» **What to do**
Pictures excluded, copy word for word the lines from the one holding "has width=800, height=575." through the last line below.

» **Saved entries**
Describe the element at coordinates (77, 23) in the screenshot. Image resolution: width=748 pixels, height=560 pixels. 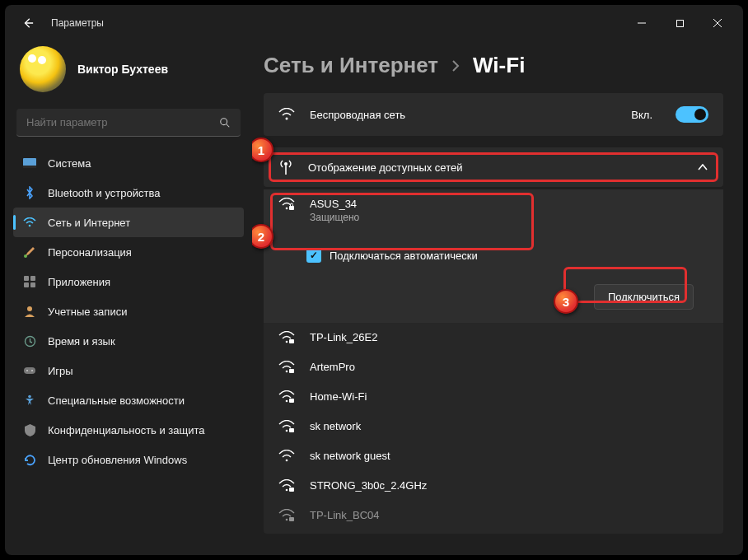
I see `window-title: Параметры` at that location.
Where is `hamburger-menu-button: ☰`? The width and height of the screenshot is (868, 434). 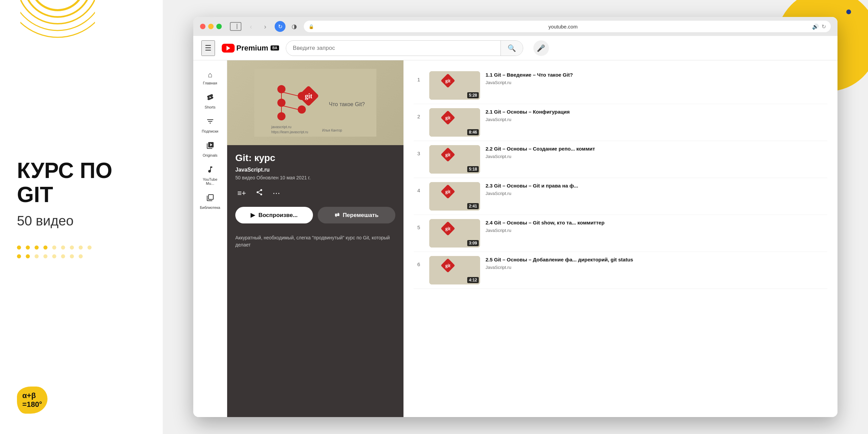
hamburger-menu-button: ☰ is located at coordinates (208, 48).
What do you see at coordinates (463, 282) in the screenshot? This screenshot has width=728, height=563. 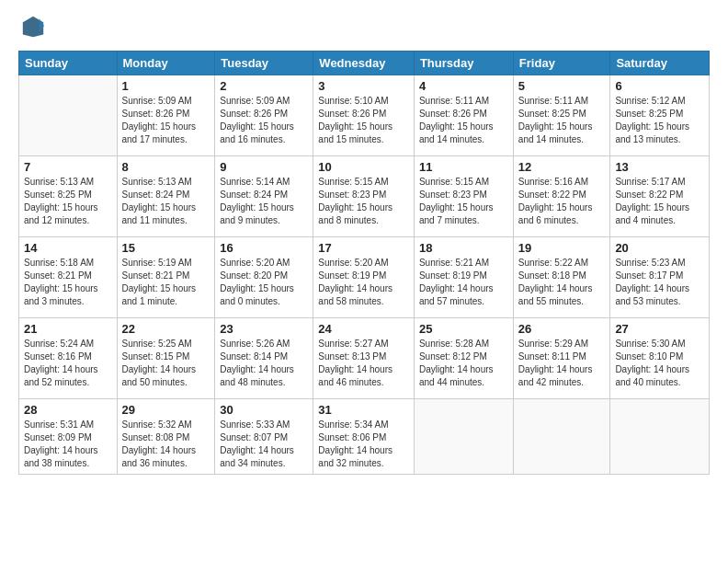 I see `day-info: Sunrise: 5:21 AMSunset: 8:19 PMDaylight:…` at bounding box center [463, 282].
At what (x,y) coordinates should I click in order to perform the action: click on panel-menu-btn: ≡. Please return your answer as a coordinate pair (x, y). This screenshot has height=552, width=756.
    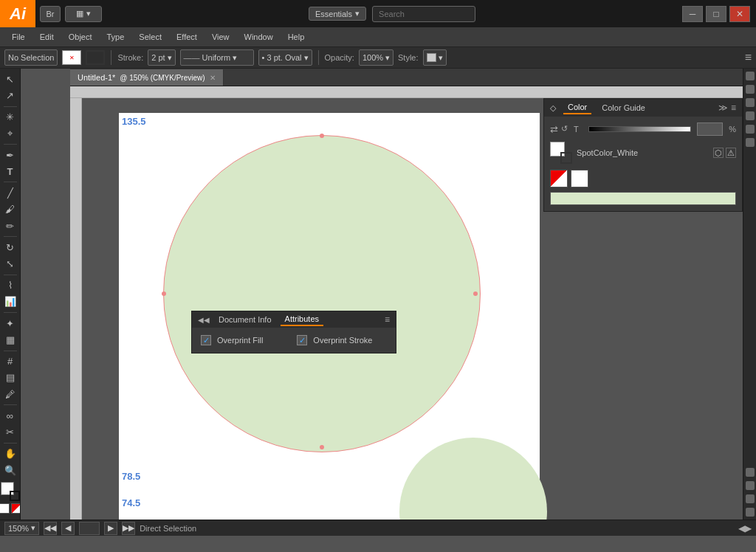
    Looking at the image, I should click on (734, 108).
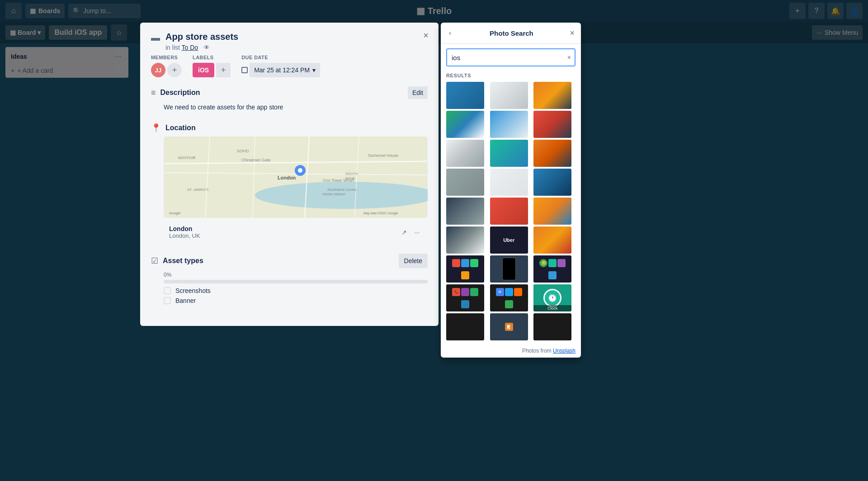 The image size is (868, 481). What do you see at coordinates (296, 282) in the screenshot?
I see `progress-bar-bg` at bounding box center [296, 282].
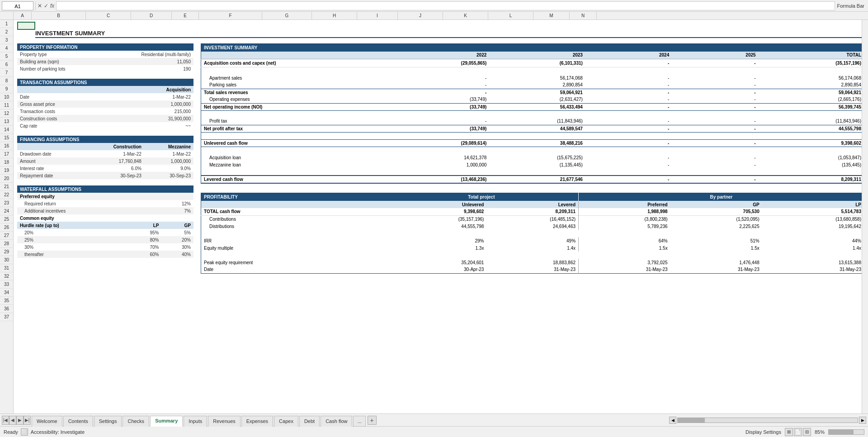 The image size is (868, 437). I want to click on row-20: 20, so click(6, 179).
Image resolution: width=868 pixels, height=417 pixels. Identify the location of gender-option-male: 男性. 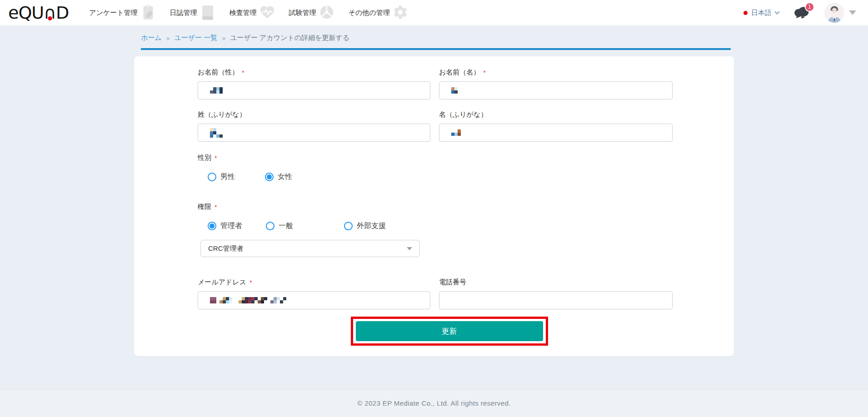
(221, 177).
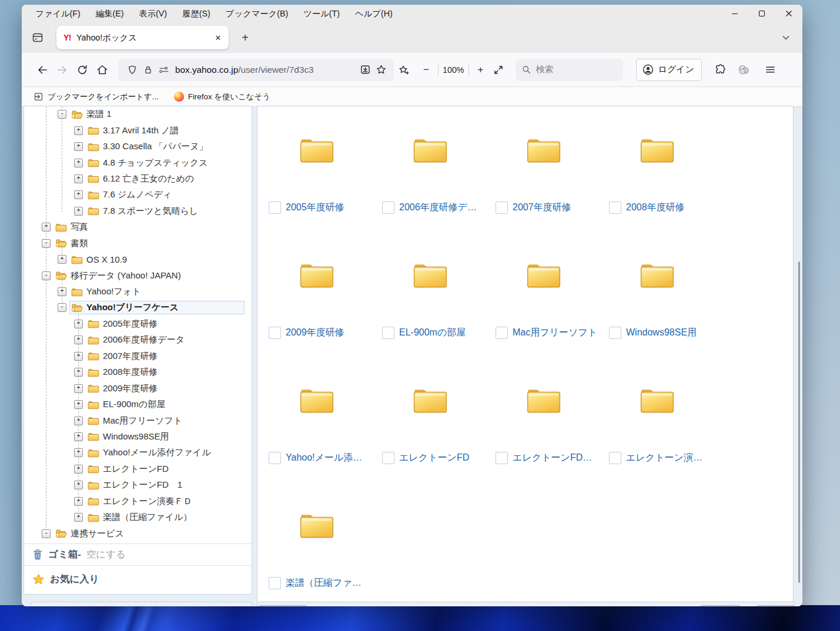 The height and width of the screenshot is (631, 840). Describe the element at coordinates (138, 404) in the screenshot. I see `tree-row: +EL-900mの部屋` at that location.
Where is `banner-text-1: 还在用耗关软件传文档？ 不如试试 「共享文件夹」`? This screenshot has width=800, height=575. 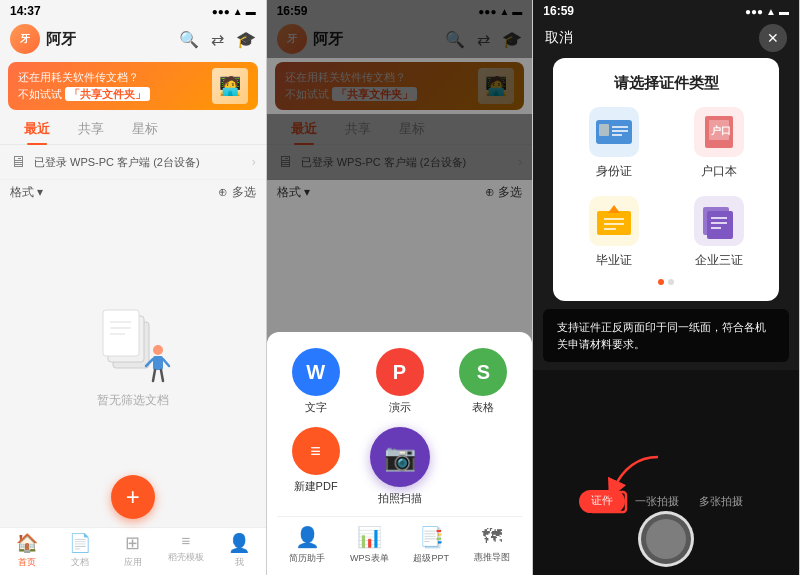
banner-text-1: 还在用耗关软件传文档？ 不如试试 「共享文件夹」 is located at coordinates (84, 86).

» **Solution for this problem**
Where is `banner-text-1: 还在用耗关软件传文档？ 不如试试 「共享文件夹」`? This screenshot has width=800, height=575. 
banner-text-1: 还在用耗关软件传文档？ 不如试试 「共享文件夹」 is located at coordinates (84, 86).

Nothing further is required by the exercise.